No doubt by now some people have read my preceding post and are indignant for poor Clarence. She wants him to drop out? What kind of a teacher is she? Doesn’t she know that kid needs an education?

To quote a line from the previous post: How can you come to school almost every day and have a “0″ in more than one class at this point in the quarter? That’s the key question.

I can help answer that question. When his teacher hands Clarence a test or quiz, he does not bother to answer a single question. Ever. When that teacher puts a daily short opener on the board, a five-minute starting activity, he does not bother to do a single one of these starting activities. He writes nothing. He produces nothing.

His teachers, the deans, the counselors, probably the social worker, too — everybody is trying to get work from Clarence. We are failing en masse. If we were merely failing Clarence, I’d sign off without hesitation on the ongoing, progressively more desperate attempts to pull this kid back into the game.

But the cost of this passive-resistant academic behavior extends beyond the borders of Clarence’s desk. So much misbehavior is embedded in the idea of having no points when you are more than 2/3s of the way through the quarter. It’s not like Clarence is just sitting there. He talks nonstop to his friends some days, never about the material, until I give up and send him out. I call his mom. She tells me she is trying but can do nothing with the boy. He writes on desks. He tosses pencils or candy wrappers out the window. He’s got plenty of energy and no desire to enter the learning game. His other teachers are tearing out their proverbial hair trying to find a way to help this kid. If you sit with him, one-on-one, you can make a little headway. He’s not hostile, and he’ll work if he has your full attention. He likes the attention. But in a class of 30 kids, one-on-one time is necessarily limited, especially since many other kids who are trying to learn would love that one-on-one time.

Eduhonesty: Here’s why I hope Clarence drops out when he’s old enough. When I send this boy out for doing no work or for talking — and I mean NO work — then a couple of his friends almost immediately begin working harder and smarter because the interruptions stop. The whole class changes some days. Kids who are frequently looking over at Clarence in disgust look at me in gratitude and we all start enjoying ourselves more. The lesson stays more focused. Student enthusiasm notches up. My own showmanship gets a chance to come out of the closet. As enthusiasm for the topic picks up, my pleasure in answering student questions creates an atmosphere conducive to more questions. Depending on the topic and timing of Clarence’s ejection, overall levels of student learning may not only increase, they may soar. There’s a very real cost to our desperate attempts to keep this boy in the classroom, a cost to every other student in that classroom. It’s past time to ask if our efforts to save Clarence are fair to other students. We wouldn’t let Clarence continually beat up or harass fellow students.

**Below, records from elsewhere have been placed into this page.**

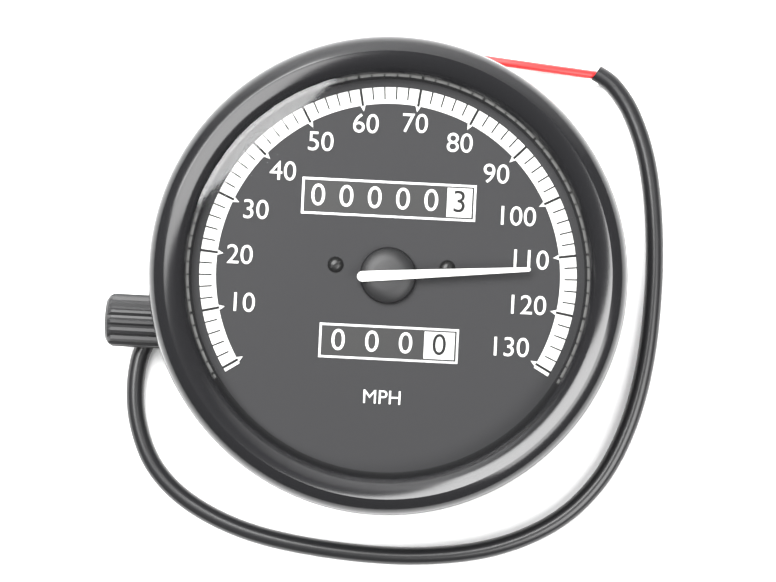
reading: 112 MPH
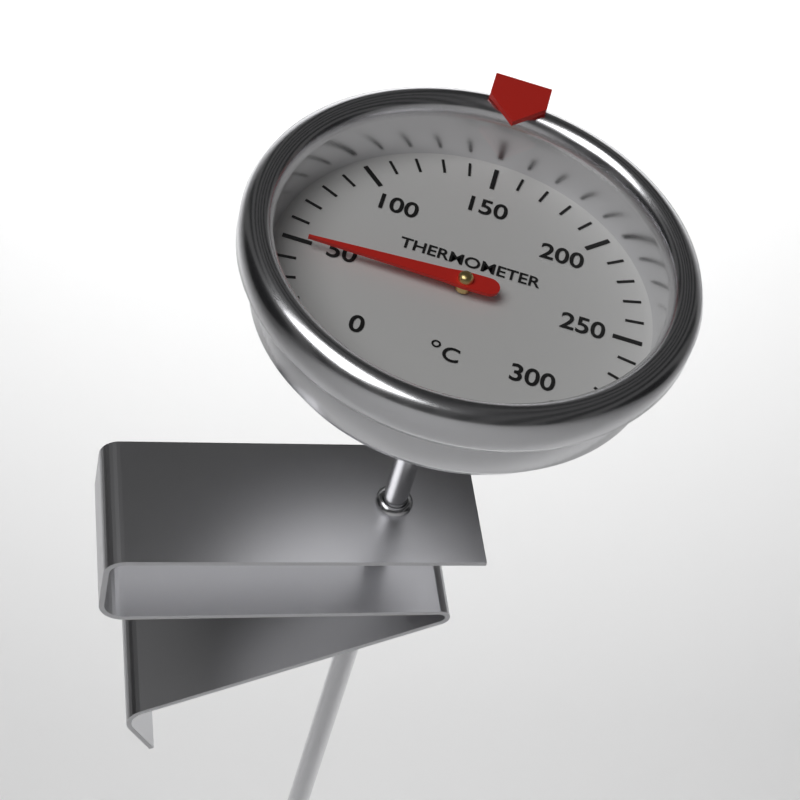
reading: 48 °C
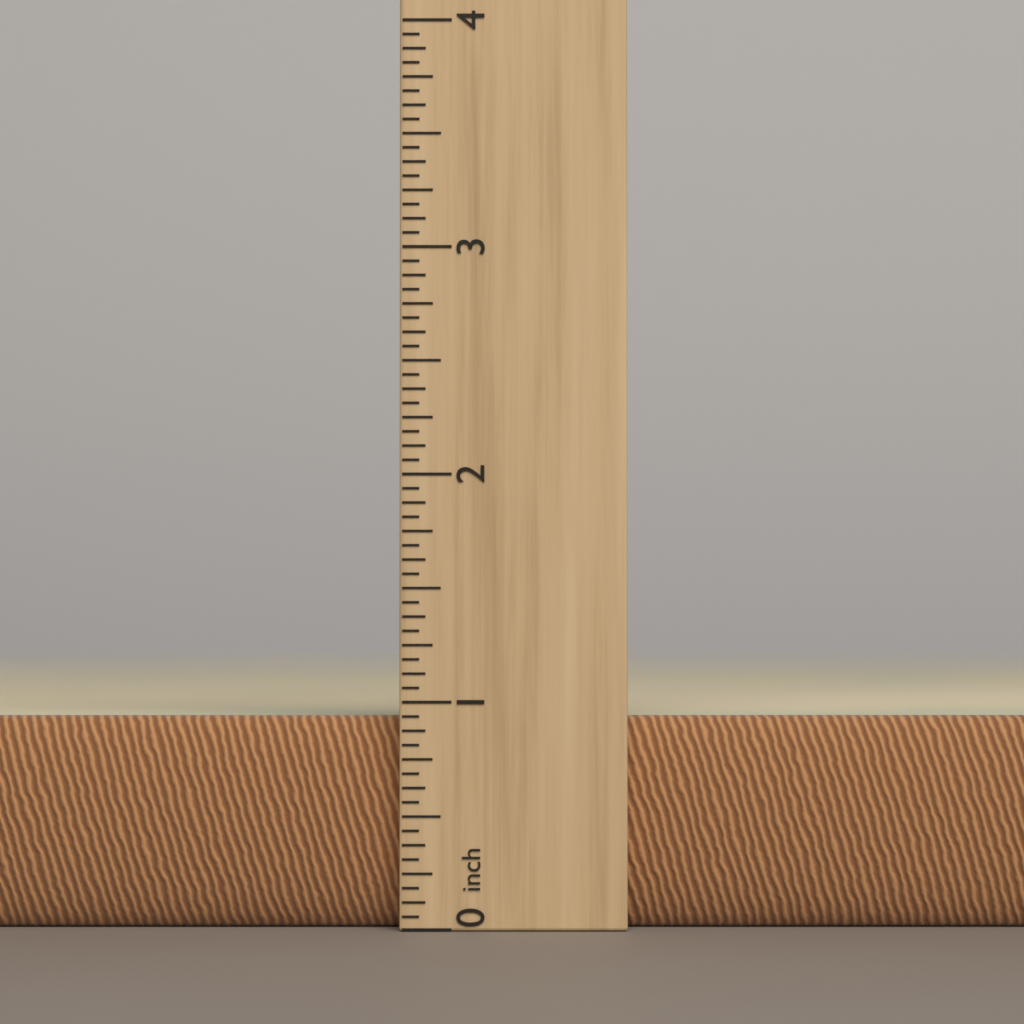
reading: 0.9375 inch
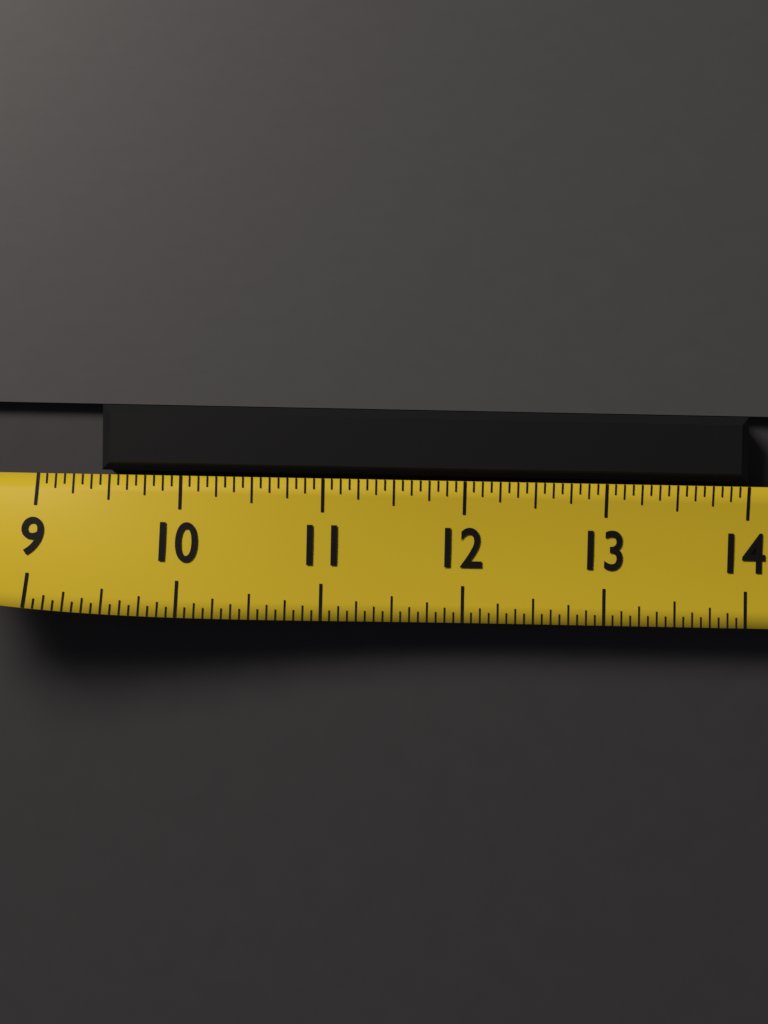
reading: 9.4375 (no unit)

(Well, American education is screwed up enough that I’m not sure we wouldn’t let him do this for a few months, but I like to think that eventually we’d suspend him and after enough time he’d go to an alternative school where he might stay. Or might not. I remember when a girl who’d hit a teacher got sent to an alternative school a few years ago. She returned to school a few weeks later when she got thrown out of the alternative school. The teacher was pretty upset.)

Oops. Went sideways there. To get back on track, Clarence’s antics are not victimless crimes. Other students lose when he is in class. It’s time to let him leave school. If he won’t leave, it’s time to send him home.